An internal or partner API does not need to answer the whole internet. It needs to answer your developers, wherever they happen to be working today. The edge is the right place to enforce that, if the allowlist can keep up with people who move.
APIs that are really for a known group, internal tooling, an admin API, a partner integration, usually sit fully public anyway, guarded by a key. A leaked key then works from anywhere. The natural hardening is to default-deny at the edge and allowlist your team's IPs, but developers roam: office, home, a hotel, a client site. A static edge allowlist is wrong within a day, so someone gets locked out, or the rule quietly gets left wide.
Enforcing at the edge, your CDN or WAF, means hostile traffic never reaches your origin in the first place. The bytes are dropped upstream, which is exactly where you want to absorb scanning and abuse. Pairing an edge IP allowlist with the API key turns one factor into two: an attacker now needs both the key and a packet sourced from an approved IP. The hard part was never the deny; it was keeping the allow current without a human in the loop.
Each developer is a named pair, bundled into one access group. A cron polls the group's live IP list every couple of minutes and rewrites the edge allowlist, your CDN or WAF rule for the API hostname, replacing the set so it never accumulates stale entries. A dev moves networks, clicks one bookmark, and their new IP is allowed at the edge within the poll window. To everyone whose IP is not in the group, the API simply does not answer.
This is the pattern we run ourselves. The IPAuth API sits behind NOC, our CDN and WAF, default-deny, with the developer group driving the allowlist. The same script shape swaps cleanly for Cloudflare rulesets, a cloud security group, or any edge with an allowlist API. Onboarding a dev is adding a pair to the group; offboarding is removing it, and the edge follows on the next sync with nothing to hunt down by hand.
Best for APIs with a known, roaming set of human or team-operated callers where you control the edge. If your API must serve anonymous public clients, an IP allowlist is the wrong tool; rate limiting and per-key scoping are. But for an internal, admin, or partner API that should be invisible to everyone but your team, edge allowlisting driven by a roving group gives you a second factor that maintains itself.
Put your devs in one group and point the edge sync at its IP endpoint.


**Requirement:** Filter the listing down to the lines containing the word "Configure".

==== Provided entries ====

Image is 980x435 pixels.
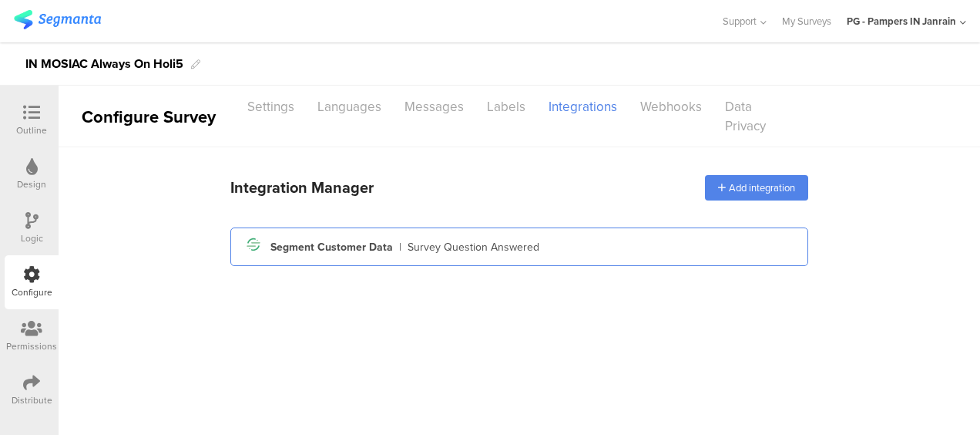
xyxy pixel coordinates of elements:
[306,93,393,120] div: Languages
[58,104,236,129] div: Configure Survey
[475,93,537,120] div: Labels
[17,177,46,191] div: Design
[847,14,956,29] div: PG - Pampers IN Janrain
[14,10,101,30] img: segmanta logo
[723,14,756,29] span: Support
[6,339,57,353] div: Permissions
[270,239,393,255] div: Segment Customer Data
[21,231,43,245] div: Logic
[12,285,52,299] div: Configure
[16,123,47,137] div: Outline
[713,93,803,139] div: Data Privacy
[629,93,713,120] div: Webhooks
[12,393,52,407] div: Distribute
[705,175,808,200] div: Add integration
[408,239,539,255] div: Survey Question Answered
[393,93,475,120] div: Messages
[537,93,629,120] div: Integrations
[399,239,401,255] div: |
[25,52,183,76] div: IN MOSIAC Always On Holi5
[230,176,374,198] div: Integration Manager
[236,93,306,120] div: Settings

====

**Exercise result:**
[58,104,236,129] div: Configure Survey
[12,285,52,299] div: Configure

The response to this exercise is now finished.